Madness, marriage, connection, identity, and misogyny, as well as the issues of racism and revenge are all touched on in this thought-provoking novel. It is well worth the read, difficult as it may be at times.
Una donna perde il marito nel tragico 11 settembre, restando sola con il suo dolore. Esattamente dopo un anno decide di incontrare un uomo mussulmano in un albergo, con il quale ha deciso di dividere la propria intimità per due giorni. Durante l'incontro continua a pensare al marito, al sesso asettico, pudico, che stranamente c'era tra due esseri così uniti; provando addirittura disgusto e distacco nei confronti dell'amante. Dopo un'isolita cena i ruoli dei due si scambiano; la donna canalizzaerà la rabbia sul corpo passivo ed inerme dell'amante, facendogli male, sodimizzandolo e traendone un inaspettato piacere.
- Chissà se ami tua moglie quanto io amavo mio marito. - - Non lo so. - - Lo amavo moltissimo, sai. Ma se n'è andato e adesso che sono con te me lo ricordo a malapena. - - Non è un bene? - azzardò lui. - Andare avanti? - - No, non è un bene - fece lei. - E' un male. E' una cosa crudele. E inutile. E' incredibile quanto possa essere inutile fare l'amore. -
Es geht um eine Witwe, deren Mann von islamistischen Extremisten umgebracht wurde. Daraufhin trifft sie sich über das Wochenende mit einem Moslem, um ihrer eigenen aussage nach "mit dem Feind zu schlafen" ... alles schön und gut...aber was bringt es ihr? Man erfährt das ganze Buch über nichts darüber, außer das sie eine Erklärung für den Tod ihres Mannes sucht.
169 Seiten die im Prinzip nur einen Tag beschreiben...es ist meiner Meinung nach viel zu viel Gerede um nichts! Und was soll das, dass die beiden die sich treffen nach 1 Tag gegenseitig behaupten sich zu lieben und sich gegenseitig wichtig sind?
Naja ich kann diesem Buch leider nichts abgewinnen und kann es auch nicht weiterempfehlen.
Interesting premise. The main character is a widow due to a terrorist act. To find some closure she searches and finds herself a Muslim lover. The writer's pace is very similar to Duras' writing; it is soft and harsh and yet very underground leaving a lot for the reader to fill in and extrapolate from the sparse writing.
It shows the strange paths one's mind can take after such a devastating event. After grief counseling and other means fail. Everyone handles things differently and this path is a great course in its attempt to reach out to the "other" side to find some understanding.

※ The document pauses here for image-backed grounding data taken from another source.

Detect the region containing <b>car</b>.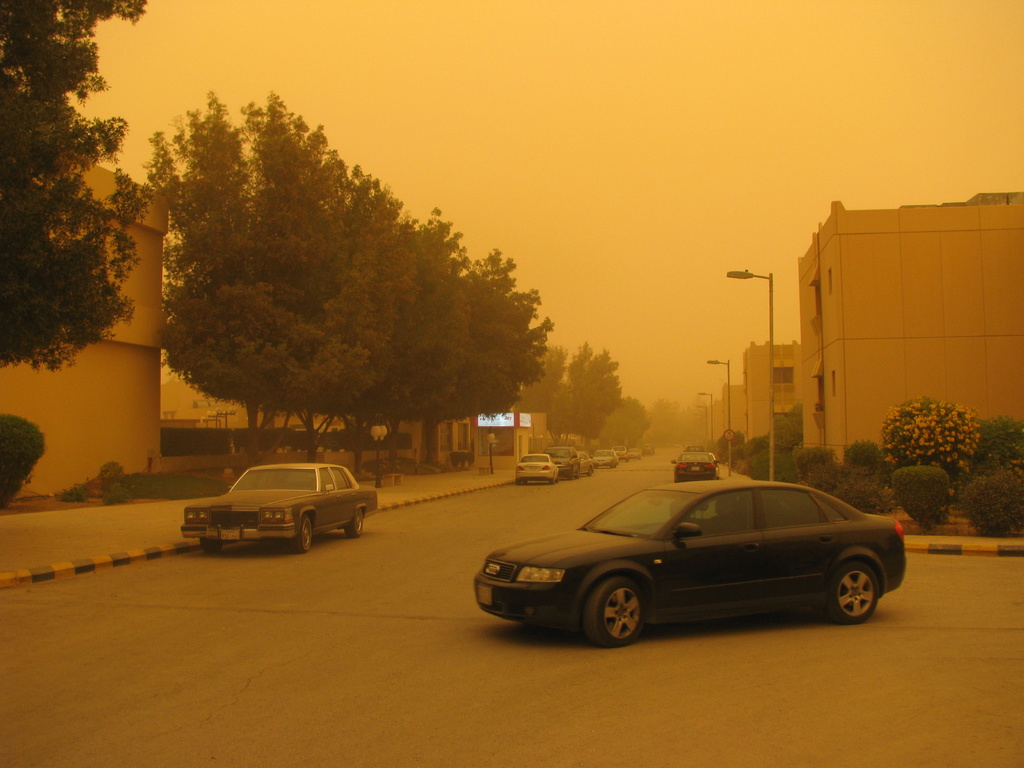
(669,445,720,483).
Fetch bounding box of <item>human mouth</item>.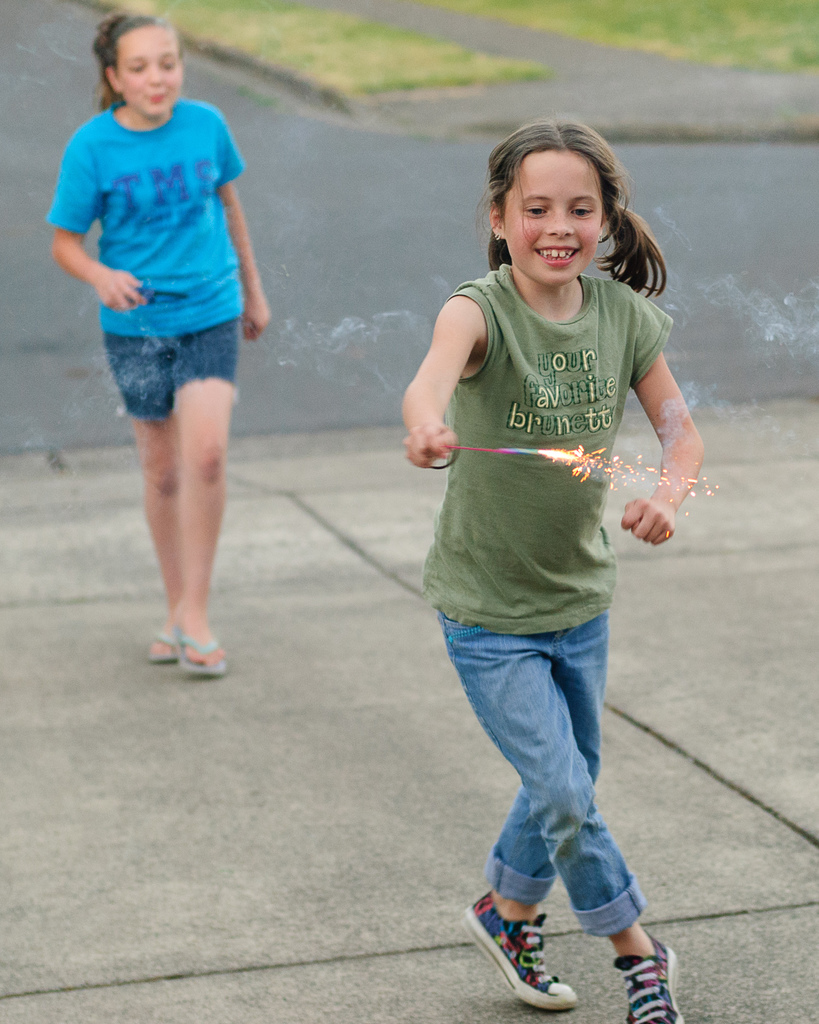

An odd little book but incredibly intriguing. It is about one weekend between two strangers in which the goal is to have an affair. Much is left unsaid, lives are exposed and disturbed, and only half of the story is told. A clever look at an unsatisfactory tryst which leaves you wondering just how fragile we all are and just what the heck the point is in all of it.
This was an elegant, powerful read that felt peerless and bold even as it spoke quietly about the grief and rage that two people feel and find in one another. I finished it in about a day, swept away by it's power and it's grasp of life and love. It's by no means an easy read, but the melancholy I felt upon finishing was a rare and lovely feeling.
Sex and torture. The Persian man enters a sexual relationship with a very complicated woman. He finds that he likes bondage, she finds her mental health returning after giving a "terrorist" a good thrashing and sodomising.
This entire review has been hidden because of spoilers.
Beautifully written, very depressing book. It didn't do as well as it should because the author accurately predicted the behavior of the country as terrorism and anti-terrorism amp up the crazy.
Worth a read. Moving on from a tragic event is hard and this book shows how two different individuals dealt with grief. It is extreme but the extremity of it is what kept me reading.